Second Cairo factory tragedy in a month shows need for international safety agreement

Last week, according to reports, at least 8 people died and 29 were injured when a ten story building housing a garment factory collapsed on them in the early morning. Clean Clothes Campaign offers condolences to the victims and their family and calls for an international binding agreement on factory safety that holds brands, retailers, and factory owners accountable. 

The tragedy follows a building safety incident less than three weeks earlier, also near Obour City in the east of Cairo.  This report from Roya News says eyewitnesses revealed that cracks appeared in the building two days before the collapse, and some of its residents left, while the vast majority remained because of the lack of alternative housing. The workers of the garment factory housed in the building all slept inside. After the collapse, the report says, the Cairo governorate formed a committee to investigate the cause of the incident.

“Without enforceable agreements with the brands who purchase the goods these workers make, it will remain sheer impossible to trace back the affected factories to the brands that were manufactured in this building and hold them to account. The voluntary initiatives of the past have given us ample examples of failure: if brands truly want justice for the people making their clothes there needs to be greater transparency and legally binding agreements that make factories safer,” says Ineke Zeldenrust. “In absence of that, we are again asking people to go through the rubble in search for labels to establish which brands need to take responsibility.”

The need for a binding international agreement on safety

The tragedy shows the need for concerted efforts in the industry to improve factory safety and healthy workplace conditions. The collapse of the Rana Plaza building in Bangladesh in 2013, killing over 1,100 workers, led to a binding and enforceable system that has improved factory safety for over 2 million workers in that country. Currently, unions and labour rights organisations are calling for this programme to turn into an international binding agreement, that could be used to implement and enforce the same levels of health and safety in garment supply chains in other countries around the world.


Clean Clothes Campaign calls upon the brands and retailers who sourced from the two factories in Egypt where workers were killed in the past month, to provide full and fair compensation to the families who lost loved ones and injured workers. Furthermore, it is urgently needed for brands and retailers to negotiate and join a legally binding agreement on health and safety in the workplace, to ensure that the programme in Bangladesh remains binding and to open up the opportunity to cover other garment producing countries such as Egypt.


Within the records that follow, find every line containing the string "This". Copy those lines.
# # # # #
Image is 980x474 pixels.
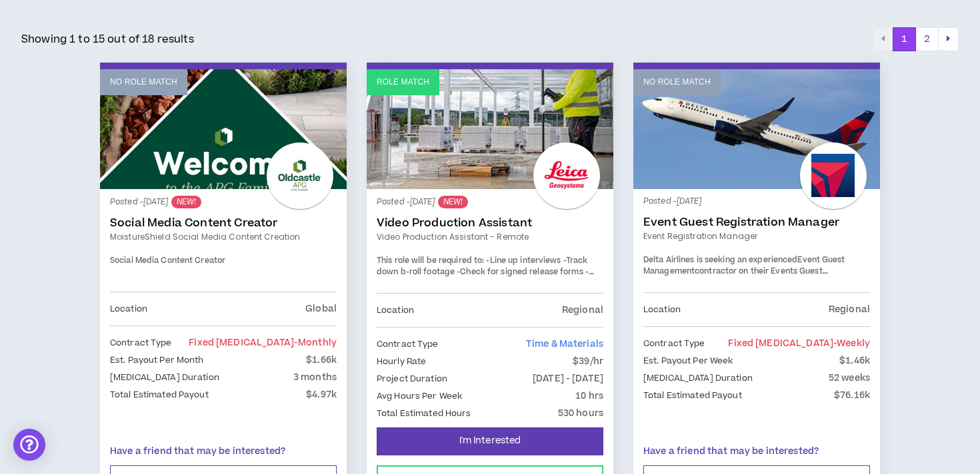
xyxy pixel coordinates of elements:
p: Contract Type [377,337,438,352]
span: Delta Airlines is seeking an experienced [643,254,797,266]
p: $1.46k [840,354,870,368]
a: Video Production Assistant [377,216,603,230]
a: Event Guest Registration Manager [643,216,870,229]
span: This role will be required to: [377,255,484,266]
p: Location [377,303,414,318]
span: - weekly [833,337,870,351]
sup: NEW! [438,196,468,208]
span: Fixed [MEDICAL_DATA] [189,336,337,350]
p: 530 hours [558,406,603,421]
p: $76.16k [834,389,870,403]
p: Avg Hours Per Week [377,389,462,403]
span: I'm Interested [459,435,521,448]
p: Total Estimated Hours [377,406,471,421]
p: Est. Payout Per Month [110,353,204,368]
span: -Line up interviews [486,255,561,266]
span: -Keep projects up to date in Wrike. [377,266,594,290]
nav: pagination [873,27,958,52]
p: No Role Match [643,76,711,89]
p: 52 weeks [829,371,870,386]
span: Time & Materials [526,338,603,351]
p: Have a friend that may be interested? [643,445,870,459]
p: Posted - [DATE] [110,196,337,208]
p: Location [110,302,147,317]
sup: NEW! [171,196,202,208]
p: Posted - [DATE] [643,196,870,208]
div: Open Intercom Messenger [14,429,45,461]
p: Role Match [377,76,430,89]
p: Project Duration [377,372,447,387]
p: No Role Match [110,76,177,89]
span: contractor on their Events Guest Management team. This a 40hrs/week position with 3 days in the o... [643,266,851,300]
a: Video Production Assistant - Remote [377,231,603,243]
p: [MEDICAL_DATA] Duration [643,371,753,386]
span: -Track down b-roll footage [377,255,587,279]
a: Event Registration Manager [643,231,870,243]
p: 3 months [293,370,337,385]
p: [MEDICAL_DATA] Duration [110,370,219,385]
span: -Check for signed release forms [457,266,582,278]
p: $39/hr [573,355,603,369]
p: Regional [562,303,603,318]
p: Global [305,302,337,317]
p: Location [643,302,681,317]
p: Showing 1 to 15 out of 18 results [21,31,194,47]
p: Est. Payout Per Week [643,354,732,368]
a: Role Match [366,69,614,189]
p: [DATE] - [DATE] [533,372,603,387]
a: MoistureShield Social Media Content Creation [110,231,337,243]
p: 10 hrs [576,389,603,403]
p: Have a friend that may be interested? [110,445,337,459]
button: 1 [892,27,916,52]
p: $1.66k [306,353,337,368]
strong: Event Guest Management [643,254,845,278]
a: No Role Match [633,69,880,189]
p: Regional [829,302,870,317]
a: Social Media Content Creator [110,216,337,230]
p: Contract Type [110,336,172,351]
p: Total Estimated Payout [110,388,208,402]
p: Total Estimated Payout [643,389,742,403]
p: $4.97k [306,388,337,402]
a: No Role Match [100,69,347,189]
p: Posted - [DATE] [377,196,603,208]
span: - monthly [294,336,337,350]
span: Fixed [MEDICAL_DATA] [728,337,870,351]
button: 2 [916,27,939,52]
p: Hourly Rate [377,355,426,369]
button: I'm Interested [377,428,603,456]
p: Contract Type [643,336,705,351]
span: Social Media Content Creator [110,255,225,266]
# # # # #
> _Answer to the problem_:
span: This role will be required to: [377,255,484,266]
span: contractor on their Events Guest Management team. This a 40hrs/week position with 3 days in the o... [643,266,851,300]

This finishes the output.